Economic Development, the Family, and Income Distribution
Author: Simon Kuznets
Publisher: Cambridge University Press
Total Pages: 476
Release: 2002-09-12
Genre: Business & Economics
ISBN: 9780521521963

This is a collection of essays by Simon Kuznets, winner of the 1971 Nobel Memorial Prize in Economic Sciences, published posthumously. It represents the primary concerns of his research at a late phase of his career, as well as themes from his earlier work. The first four chapters deal with 'modern economic growth'. Chapters five to seven introduce the main theme of the remainder of the volume: interrelations between demographic change and income inequality. Chapters eight to ten draw on a wider set of data to make comparisons of income inequality among societies at widely different levels of development. Chapter eleven returns to data for the United States to develop more fully the importance of differing childbearing patterns for income inequality. In the introduction Professor Richard Easterlin discusses the relationship of the essays to the balance of Kuznets's writings. In the afterword Professor Robert Fogel discusses the methodologies favoured by Kuznets.
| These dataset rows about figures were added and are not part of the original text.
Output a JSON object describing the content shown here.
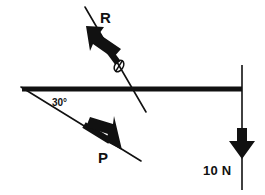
{
  "figure": {
    "name": "force-diagram",
    "type": "free-body-diagram",
    "width": 265,
    "height": 195,
    "background_color": "#ffffff",
    "stroke_color": "#111111"
  },
  "beam": {
    "label": "horizontal-beam",
    "x1": 22,
    "y1": 89,
    "x2": 242,
    "y2": 89,
    "thickness": 5
  },
  "forces": [
    {
      "id": "R",
      "label": "R",
      "label_x": 100,
      "label_y": 23,
      "direction": "up-left",
      "line_x1": 85,
      "line_y1": 7,
      "line_x2": 146,
      "line_y2": 112,
      "arrow_tip_x": 88,
      "arrow_tip_y": 29
    },
    {
      "id": "P",
      "label": "P",
      "label_x": 98,
      "label_y": 163,
      "direction": "down-right",
      "line_x1": 22,
      "line_y1": 89,
      "line_x2": 141,
      "line_y2": 161,
      "arrow_tip_x": 117,
      "arrow_tip_y": 146
    },
    {
      "id": "W",
      "label": "10 N",
      "label_x": 203,
      "label_y": 175,
      "direction": "down",
      "line_x1": 242,
      "line_y1": 65,
      "line_x2": 242,
      "line_y2": 190,
      "arrow_tip_x": 242,
      "arrow_tip_y": 157
    }
  ],
  "angles": [
    {
      "id": "beam-angle",
      "label": "30°",
      "label_x": 52,
      "label_y": 106
    },
    {
      "id": "reaction-angle",
      "label": "θ",
      "label_x": 113,
      "label_y": 70,
      "rotation": -60
    }
  ]
}
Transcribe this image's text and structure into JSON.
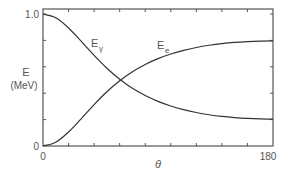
{
  "chart_data": {
    "type": "line",
    "title": "",
    "xlabel": "θ",
    "ylabel": "E",
    "ylabel_unit": "(MeV)",
    "xlim": [
      0,
      180
    ],
    "ylim": [
      0,
      1.0
    ],
    "x_tick_labels": [
      "0",
      "180"
    ],
    "y_tick_labels": [
      "0",
      "1.0"
    ],
    "x_minor_ticks": [
      20,
      40,
      60,
      80,
      100,
      120,
      140,
      160
    ],
    "y_minor_ticks": [
      0.2,
      0.4,
      0.6,
      0.8
    ],
    "grid": false,
    "legend": "inline",
    "x": [
      0,
      10,
      20,
      30,
      40,
      50,
      60,
      70,
      80,
      90,
      100,
      110,
      120,
      130,
      140,
      150,
      160,
      170,
      180
    ],
    "series": [
      {
        "name": "E_γ",
        "label_main": "E",
        "label_sub": "γ",
        "values": [
          1.0,
          0.971,
          0.894,
          0.792,
          0.686,
          0.589,
          0.506,
          0.437,
          0.382,
          0.338,
          0.303,
          0.276,
          0.254,
          0.237,
          0.224,
          0.215,
          0.209,
          0.205,
          0.203
        ]
      },
      {
        "name": "E_e",
        "label_main": "E",
        "label_sub": "e",
        "values": [
          0.0,
          0.029,
          0.106,
          0.208,
          0.314,
          0.411,
          0.494,
          0.563,
          0.618,
          0.662,
          0.697,
          0.724,
          0.746,
          0.763,
          0.776,
          0.785,
          0.791,
          0.795,
          0.797
        ]
      }
    ],
    "colors": {
      "axis": "#555555",
      "line": "#333333"
    }
  }
}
Deindustrialization, Distribution, and Development

Deindustrialization, Distribution, and Development
Author: Andy Sumner
Publisher: Oxford University Press
Total Pages: 169
Release: 2021
Genre: Business & Economics
ISBN: 0198853009

The term rust belt has rarely been associated with developing countries. In fact, it is commonly used to discuss deindustrialization in advanced nations, particularly the US. However, this book argues that such a belt is now threatening the middle-income developing world, spreading across Brazil and other countries in Latin America, running down across South Africa, and then upwards to Malaysia, Indonesia, Thailand, and the Philippines in South East Asia. Deindustrialization, Distribution, and Development: Structural Change in the Global South explores the emergent processes of stalled industrialization and the spectre of deindustrialization in these developing countries. Building upon the author's previous work on economic development, structural change, and income inequality, this book examines the causes and consequences of these new issues, focusing on inequality both between and within countries since the Cold War. Providing a comparative, in-depth analysis of the varieties of contemporary structural change in the Global South and challenging many long-standing myths, this work explains why late development remains a crucial concept in understanding contemporary development and explores what deindustrialization means for the future of global development.

Structural Reforms and Economic Performance in Advanced and Developing Countries

Structural Reforms and Economic Performance in Advanced and Developing Countries
Author: Mr.Jonathan David Ostry
Publisher: International Monetary Fund
Total Pages: 62
Release: 2009-10-15
Genre: Business & Economics
ISBN: 1589068181

This volume examines the impact on economic performance of structural policies-policies that increase the role of market forces and competition in the economy, while maintaining appropriate regulatory frameworks. The results reflect a new dataset covering reforms of domestic product markets, international trade, the domestic financial sector, and the external capital account, in 91 developed and developing countries. Among the key results of this study, the authors find that real and financial reforms (and, in particular, domestic financial liberalization, trade liberalization, and agricultural liberalization) boost income growth. However, growth effects differ significantly across alternative reform sequencing strategies: a trade-before-capital-account strategy achieves better outcomes than the reverse, or even than a "big bang"; also, liberalizing the domestic financial sector together with the external capital account is growth-enhancing, provided the economy is relatively open to international trade. Finally, relatively liberalized domestic financial sectors enhance the economy's resilience, reducing output costs from adverse terms-of-trade and interest-rate shocks; increased credit availability is one of the key mechanisms.